Doctors blow whistle about GMH, AG now investigating possible criminal conduct


Dr. Hoa Nguyen

The Guam Medical Association, which is comprised of hundreds of doctors, has revealed that workers at Guam Memorial Hospital have been receiving treatment at American Medical Center for “a multitude of upper respiratory and pulmonary diseases” linked to the mold and other hazards of the ailing GMH facility. In response, the attorney general has opened a criminal inquiry. And in response to the doctors, Adelup is claiming the governor is being targeted on this issue because she’s a woman.

“The increased hospital employee illnesses have occurred since the significant water contamination caused by hospital structural damage suffered due to Supertyphoon Mawar in May 2023,” GMA executive director Pramilla Sullivan wrote to the attorney general of Guam on behalf of AMC doctors Hoa Nguyen and Vincent Akimoto. “It is more likely than not that GMH patients were even more significantly sickened by the probable toxic mold contamination in the hospital.”

Douglas Moylan

“We opened an investigation into the dangerous conditions to patients at GMHA, being alleged by private Doctors,” Douglas Moylan, the attorney general, said. “On the radio I posited that if the governor and legislature do not make the hospital safe for patients, and if our investigation proves true that it is unsafe, then we would seek to have a federal receivership imposed among other possible options.”

The GMA letter also informs Mr. Moylan of GMH’s current lack of medication and test kits for heart attack patients, conditions that place expectant mothers and their newborn babies at risk, and what the U.S. Centers for Medicare and Medicaid Services (CMS) terms “an incestuous culture of immediate jeopardy at GMH.”

“Immediate Jeopardy is a federally defined situation determined by … CMS in which a hospital’s noncompliance with one or more safety requirements has caused, or is likely to cause, serious injury, harm, impairment or death to a patient,” Ms. Sullivan wrote on behalf of the doctors. “When CMS documents immediate jeopardy to patient health or safety, the noncompliant hospital has 23 calendar days to rectify the safety violations.”

Adelup responded to the doctors’ letter to the attorney general by pegging problems on the Eddie Calvo administration, stating the problems that continue in the Lou Leon Guerrero administration will not change so long as people cannot afford to pay for their hospital bills, and accusing the doctors of misogyny.

“GMH’s problems have not changed,” the news release from the Office of the Governor states. “The only thing that has is the party and gender of the governor required to fix them.”

The governor’s office also assures the community the hospital is a safe place, with its news release stating:

“GMH provides safe, competent care, and we remain certified by the federal government via the Centers for Medicaid and Medicare Services.
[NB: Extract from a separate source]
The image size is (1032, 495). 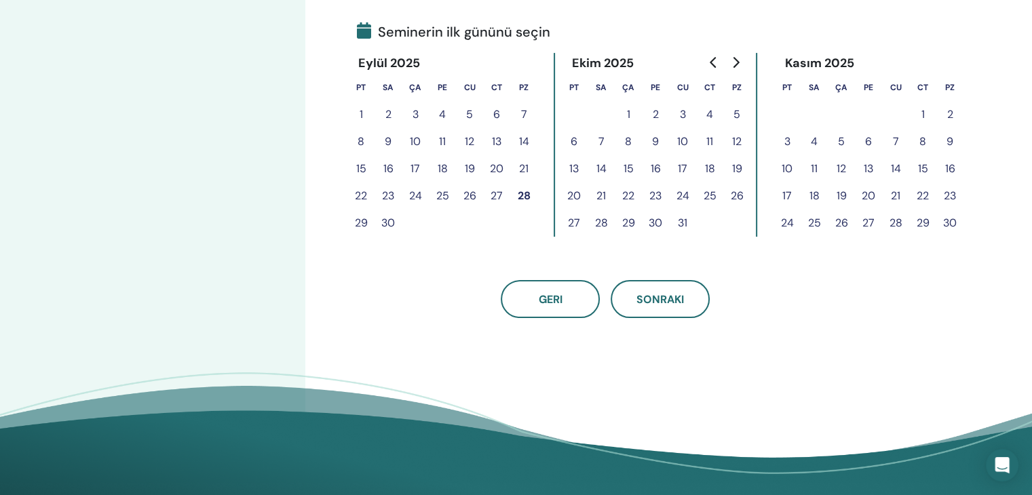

The fact that CMS maintains our certification means that we meet the federally required standard.”

The doctors, however, pronounce in their letter that the administration is not being honest about the situation at GMH:

“The most immediate jeopardy perpetrated by GMH is their lack of urgency in informing the Guam community about the true limitations now imposed by GMH’s worsening ability to reliably obtain necessary medicines and supplies. GMH’s lack of transparency or sense of urgency has likely resulted in unsuspecting patients admitting themselves to GMH for hospital care not knowing that there are probably better supplied facilities at the two other hospitals on Guam.

Dr. Vincent Akimoto

“Among its many sins, GMH’s greatest omission is the lack of acceptance of responsibility to tell the community what it cannot do safely on any given day of the week.

“GMH has reneged on a multitude of secret medical malpractice lawsuit settlements by not implementing promised safety measures. Thusly, further clinical misadventures have injured and maimed a growing number of innocent women and children who trusted GMH with their lives.

“While the Leon Guerrero administration has pushed the narrative that problems at the island’s public hospital stem from a lack of funding, CMS survey reports show that GMH violations deal largely with a horribly maintained facility; a lack of proper safety procedures for patient care; and the lack of a system of medical staff accountability.”

The doctors, in ending their letter, said that if local efforts fail to fix GMH soon, the attorney general should assist in placing the hospital under federal receivership.

“One approach would be to request for a federal investigation by the U.S. Department of Health and Human Services and the Department of the Interior, as well as the Congressional oversight committees,” Mr. Moylan said when asked how his office might go about requesting such a receivership. “This issue is too important to leave to local politicians if in fact a danger exists in an inadequate health facility for the growing population.”

He said these are serious allegations the doctors are making, so his office is investigating “with due haste.”

The video below is an excerpt from a legislative health oversight hearing on January 16, 2024. The excerpt depicts an exchange between hospital administrator Lillian Perez-Posadas and Chris Barnett, a senator. The conversation was about a “draft” mold report the hospital has refused to disclose to the public, and Mr. Barnett’s contention that GMH is withholding the report in order to avoid accountability.


3 Comments

  • General comment (not related to this article).
    Would you please make the print on your website darker. I struggle to read it now because it is so light. Thank you.